Dave Lawson
Chieftain
- Joined
- Jan 6, 2008
- Messages
- 57
I gotta say, I'm incredibly impressed with FF and with FFH1&2 for that matter.
An outrageous amount of effort goes in to making something like this, and my hat's really off to you folks for helping everyone to enjoy the game more.
That said, I'm having some issues with this game. Most particularly in terms of the adequacy of the AI. I've played several games (at least a couple dozen) and am left largely not wanting to continue on account of the lack of challenge. I've messed with some of the settings (awesome to add new game settings btw), and I was hoping that the adaptive difficulty setting would put me in my place. Several times, I've found myself in short order at the very top of the difficulty ladder, but still safely ahead in first place.
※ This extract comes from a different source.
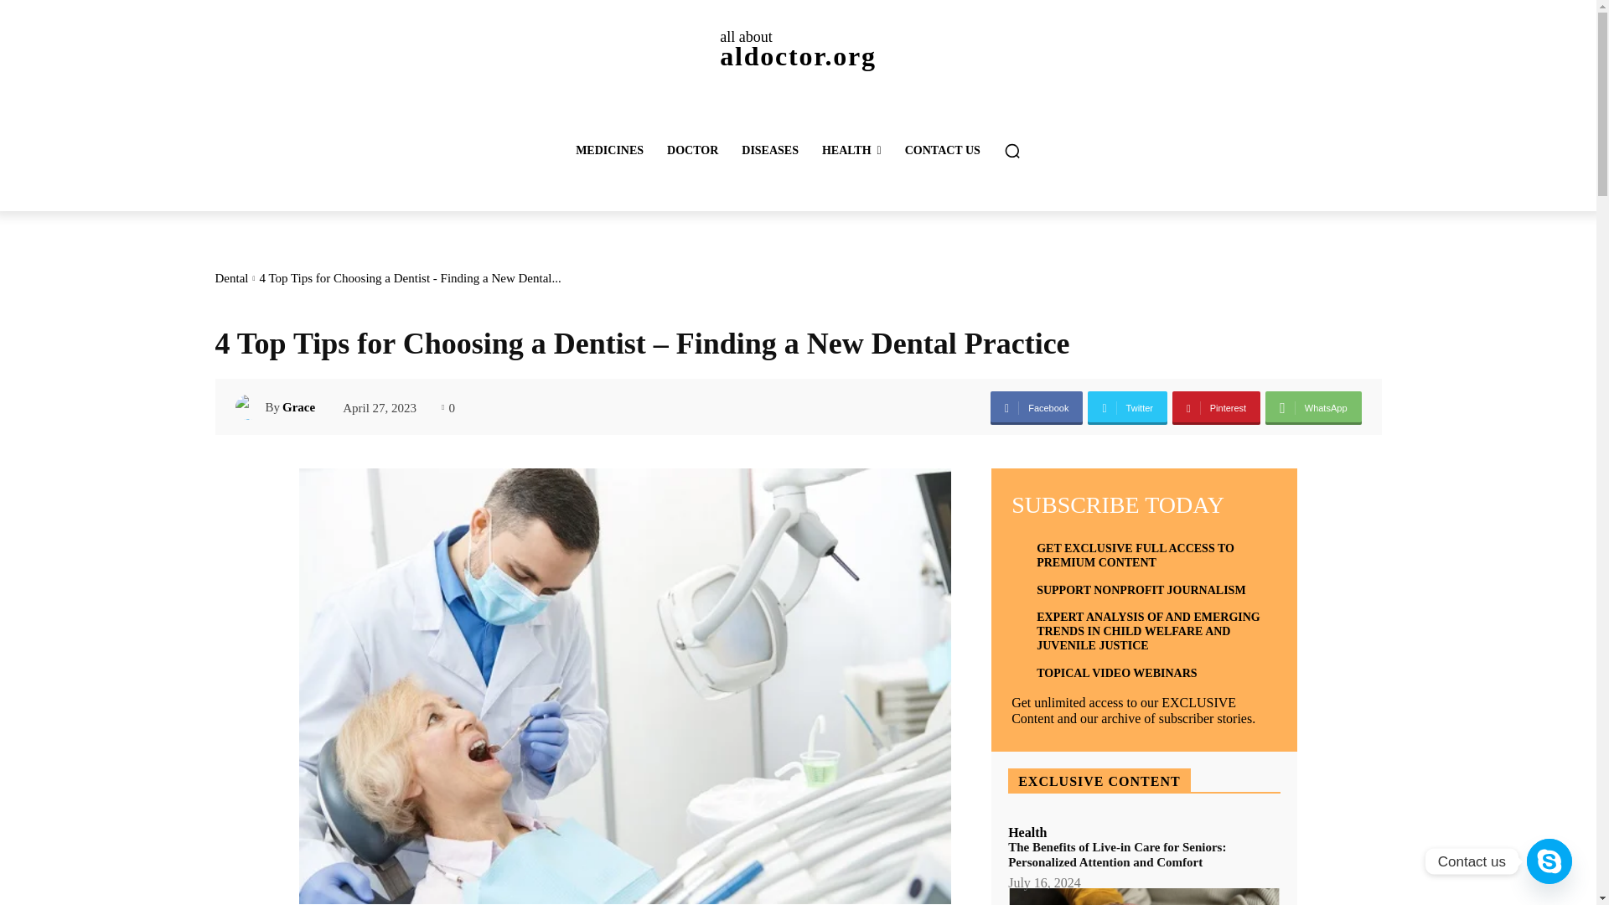 The image size is (1609, 905). What do you see at coordinates (942, 151) in the screenshot?
I see `CONTACT US` at bounding box center [942, 151].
I realise that some civs lend themselves to high early scores (the explorers and jotun come to mind) but even with the more typical civs it seemed to happen.
I realize that making the AI 'smart' is perhaps the greatest challenge of all, especially with the flood of new avenues it must consider. I was wondering if there are particular set-ups that you vets play on to ensure a real challenge? I don't so much mean by gimping yourself (such as playing in greatplains as the lanun for instance, or choosing never to build cavalry as hippus), but rather situations in which the AI behaves is a more intelligent way.
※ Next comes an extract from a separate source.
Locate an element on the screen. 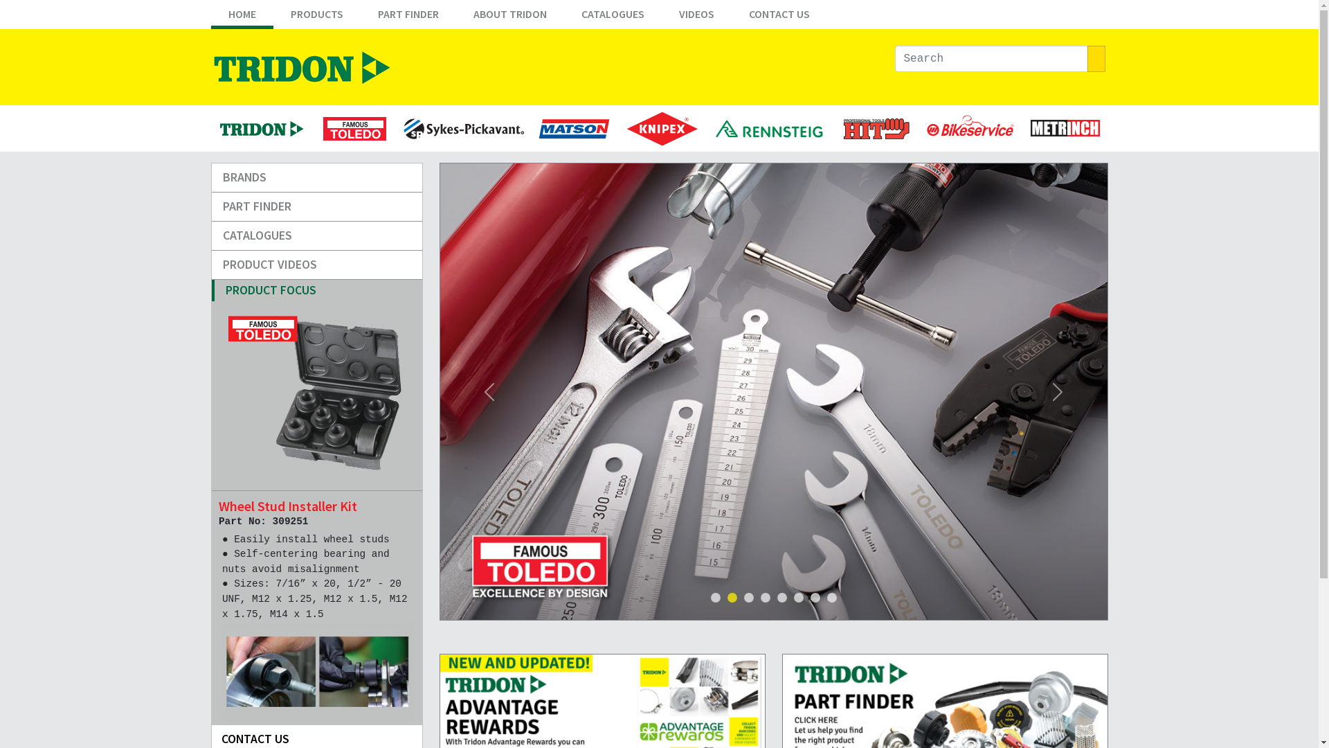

I've aborted several games once my score is triple the next player's, and I'll turn on the world builder before I quit. Often I see strange things, like a typical (ie not scions) civ that has still just got one city, with 8 or so units in it, lots of space to expand, and apparently no plans to do so. Right beside them will be another civ, also a typical civ, that has 5 cities and is motoring along (although still slowly).
In particular I've noticed the hippus, doviello, illians bannor and clan of embers civs typically succeed in expanding, to some extent.
Sure I blame some of this on the volatile nature of elements in this mod, such as powerful barbarians, and finding nasty stuff in dungeons. But after a couple hundred turns, something is going on.
Perhaps there's a map type / enemy civ / game settings / difficulty that evens things up?
An outrageous amount of effort goes in to making something like this, and my hat's really off to you folks for helping everyone to enjoy the game more.
That said, I'm having some issues with this game. Most particularly in terms of the adequacy of the AI. I've played several games (at least a couple dozen) and am left largely not wanting to continue on account of the lack of challenge. I've messed with some of the settings (awesome to add new game settings btw), and I was hoping that the adaptive difficulty setting would put me in my place. Several times, I've found myself in short order at the very top of the difficulty ladder, but still safely ahead in first place. I realise that some civs lend themselves to high early scores (the explorers and jotun come to mind) but even with the more typical civs it seemed to happen.
I realize that making the AI 'smart' is perhaps the greatest challenge of all, especially with the flood of new avenues it must consider. I was wondering if there are particular set-ups that you vets play on to ensure a real challenge? I don't so much mean by gimping yourself (such as playing in greatplains as the lanun for instance, or choosing never to build cavalry as hippus), but rather situations in which the AI behaves is a more intelligent way.
I've aborted several games once my score is triple the next player's, and I'll turn on the world builder before I quit. Often I see strange things, like a typical (ie not scions) civ that has still just got one city, with 8 or so units in it, lots of space to expand, and apparently no plans to do so. Right beside them will be another civ, also a typical civ, that has 5 cities and is motoring along (although still slowly).
In particular I've noticed the hippus, doviello, illians bannor and clan of embers civs typically succeed in expanding, to some extent.
Sure I blame some of this on the volatile nature of elements in this mod, such as powerful barbarians, and finding nasty stuff in dungeons. But after a couple hundred turns, something is going on.
Perhaps there's a map type / enemy civ / game settings / difficulty that evens things up?